Many freelancers transitioning from salary report a 12-24 month period where quoting the calculated minimum rate feels uncomfortable, even when the math is sound. The discomfort tends to resolve as the calculated rate becomes familiar and as data accumulates on the income produced by it. Anchoring quotes to the annual revenue target rather than negotiating each rate from scratch is a pattern many freelancers find useful — though not all clients accept the calculated minimum, and finding clients aligned with it typically takes longer than underquoting.

What the calculator does not model

Country-specific income tax structures (the tax-reserve percentage is a flat-rate approximation, not a model of tax brackets). Self-employment tax or social-charge variations across jurisdictions. Tax-advantaged retirement contributions reducing taxable income. Inflation eroding the target net income over time. Currency exchange effects on international clients. The result is a floor rate under the input assumptions, not a fully tax-adjusted take-home calculation.

Example Scenario

To net $39,000 across 25 hours per week and 46 weeks per year, with 20% overhead and 25% tax reserve, the minimum hourly rate is 56.52.

Inputs

Target Annual Net Income:$39,000
Billable Hours per Week:25 hrs
Working Weeks per Year:46 wks
Overhead Percentage:20%
Tax Reserve Percentage:25%
Expected Result56.52

This example uses typical values for illustration. Adjust the inputs above to match a specific situation and see how the result changes.

Sources & Methodology

Methodology

Annual billable hours equal billable hours per week multiplied by working weeks per year. Gross revenue target equals target annual net income divided by ((1 minus tax reserve as decimal) multiplied by (1 minus overhead as decimal)). Minimum hourly rate equals gross revenue target divided by annual billable hours. The tax reserve is applied after overhead — the calculator treats overhead as a deductible business expense before tax in the same way most jurisdictions do. Inputs are validated: target income, billable hours, and working weeks must be positive; overhead and tax-reserve percentages constrained to a 0-100% range. Results are illustrative estimates and exclude country-specific income tax structures, retirement contributions, and currency exchange effects.

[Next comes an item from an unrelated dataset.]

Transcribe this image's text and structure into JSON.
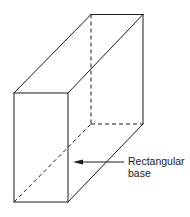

Frequently Asked Questions

How many billable hours per week is realistic?
Community discussions commonly cite 25 hours per week as a working benchmark for established solo freelancers. First-year freelancers commonly hit 15-20 hours while building a pipeline. Seasoned freelancers with strong recurring clients sometimes reach 30-35. Sustained billable hours above 35 typically leave little time for business development, training, and admin — which is why the calculator's input is billable, not total working hours.
What overhead percentage is realistic?
Community discussions commonly cluster overhead in a 15-25% range for solo freelancers once software, equipment, insurance, accountant fees, admin time, and marketing are honestly totalled. 20% is a commonly cited starting figure. Freelancers with assistants, studio space, or significant infrastructure typically run higher. The right figure depends on the actual cost base of the individual business.
Is the tax reserve applied before or after overhead?
After overhead. The calculator applies the tax reserve to the post-overhead figure, reflecting that overhead costs are typically deductible business expenses in most jurisdictions before income tax applies. This produces a more realistic gross-revenue target than applying tax to the full gross.
Should the calculated minimum be the actual charged rate?
The calculated minimum is the floor required to net the target income at the input assumptions. Rates below this floor do not cover the stated targets at the stated cost and tax assumptions. Rates 20-30% above the minimum provide a buffer for assumption slippage — missed billable hours, scope creep, late payments. Specialist or urgent work commonly attracts a larger premium. The minimum is a structural baseline; market positioning determines where rates land above it.